How She Move could be considered an unofficial prequel to Stomp the Yard since its heroine Raya Green (Rutina Wesley) uses step dancing as a means to attend college. Raya is a bright private school student, making her an outcast in a hard-knocks neighborhood that claimed her sister's life.

Raya has the grades but not the money to make her dreams happen. Winning a "step comp" - a hip-hop dance contest among blazingly choreographed crews - would provide a nice tuition boost.

Raya gave up the life when her sister died of an overdose. Her protective mother (Melanie Nicholls-King) and underachieving father (Conrad Coates) want her to be studying. Former step-dancing partners like Michelle (Tre Armstrong) resent Raya's efforts to make a better life.

How She Move contains the usual underdog elements, yet director Ian Iqbal Rashid lays out obviousness with persuasive grit. It helps having a cast of dancers who can act - especially Wesley, who can be achingly sympathetic, then explosively agile in a flash. Annmarie Morais' screenplay hastily swaps Raya's allegiances to give Wesley a steady supply of angry and apologetic scenes between dance numbers.

Like Stomp the Yard, the step-dancing exhibitions (choreographed by Hi-Hat) make everything else tolerable.
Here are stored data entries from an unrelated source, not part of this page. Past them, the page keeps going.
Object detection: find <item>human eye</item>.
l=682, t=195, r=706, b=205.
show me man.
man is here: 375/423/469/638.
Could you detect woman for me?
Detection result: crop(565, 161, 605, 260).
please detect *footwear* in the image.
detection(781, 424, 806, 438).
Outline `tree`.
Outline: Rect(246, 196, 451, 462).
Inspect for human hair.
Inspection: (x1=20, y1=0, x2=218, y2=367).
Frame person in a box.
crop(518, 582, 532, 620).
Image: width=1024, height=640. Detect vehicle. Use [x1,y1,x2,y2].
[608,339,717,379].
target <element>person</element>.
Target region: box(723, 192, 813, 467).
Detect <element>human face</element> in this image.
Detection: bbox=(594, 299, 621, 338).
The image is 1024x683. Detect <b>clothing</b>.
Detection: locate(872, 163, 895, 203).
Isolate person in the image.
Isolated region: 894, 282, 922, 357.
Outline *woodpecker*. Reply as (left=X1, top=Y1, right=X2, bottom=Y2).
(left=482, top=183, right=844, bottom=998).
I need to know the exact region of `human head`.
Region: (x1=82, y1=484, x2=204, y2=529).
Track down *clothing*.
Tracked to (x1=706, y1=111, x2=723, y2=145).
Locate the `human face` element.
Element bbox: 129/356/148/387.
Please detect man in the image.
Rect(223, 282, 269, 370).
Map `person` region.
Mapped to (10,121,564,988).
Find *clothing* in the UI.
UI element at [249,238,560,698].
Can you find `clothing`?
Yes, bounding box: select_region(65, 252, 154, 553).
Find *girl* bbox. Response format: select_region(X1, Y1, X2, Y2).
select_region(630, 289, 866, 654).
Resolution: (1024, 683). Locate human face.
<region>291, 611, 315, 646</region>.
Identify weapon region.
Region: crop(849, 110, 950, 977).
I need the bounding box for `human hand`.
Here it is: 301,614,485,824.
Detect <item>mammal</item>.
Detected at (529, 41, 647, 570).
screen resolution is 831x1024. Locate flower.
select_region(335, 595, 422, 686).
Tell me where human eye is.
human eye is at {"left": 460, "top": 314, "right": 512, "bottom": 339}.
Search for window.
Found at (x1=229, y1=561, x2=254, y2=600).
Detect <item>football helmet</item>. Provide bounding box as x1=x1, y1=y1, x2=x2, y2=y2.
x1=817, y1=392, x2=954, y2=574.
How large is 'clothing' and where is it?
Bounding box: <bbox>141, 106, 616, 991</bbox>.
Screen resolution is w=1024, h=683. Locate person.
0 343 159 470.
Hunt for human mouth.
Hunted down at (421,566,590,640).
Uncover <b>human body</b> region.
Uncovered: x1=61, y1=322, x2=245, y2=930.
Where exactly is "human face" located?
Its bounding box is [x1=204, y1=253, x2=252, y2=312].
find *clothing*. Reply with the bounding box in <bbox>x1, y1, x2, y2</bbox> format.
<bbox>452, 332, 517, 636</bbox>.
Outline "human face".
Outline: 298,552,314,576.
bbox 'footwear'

The self-made percussion of stamping boots and slapping hands among dancers is infectious; the acrobatic bravado and use of bombastic props such as bling hubcap wheels is ingenious.

I'd enjoy a documentary on this subject matching David LaChapelle's 2005 film Rize that chronicled krump dancing's urban culture. Both step dancing and the more improvisational krumping are rooted in African-American history, and revived by today's young, culturally diverse artists to a modern backbeat. How they move is who they are.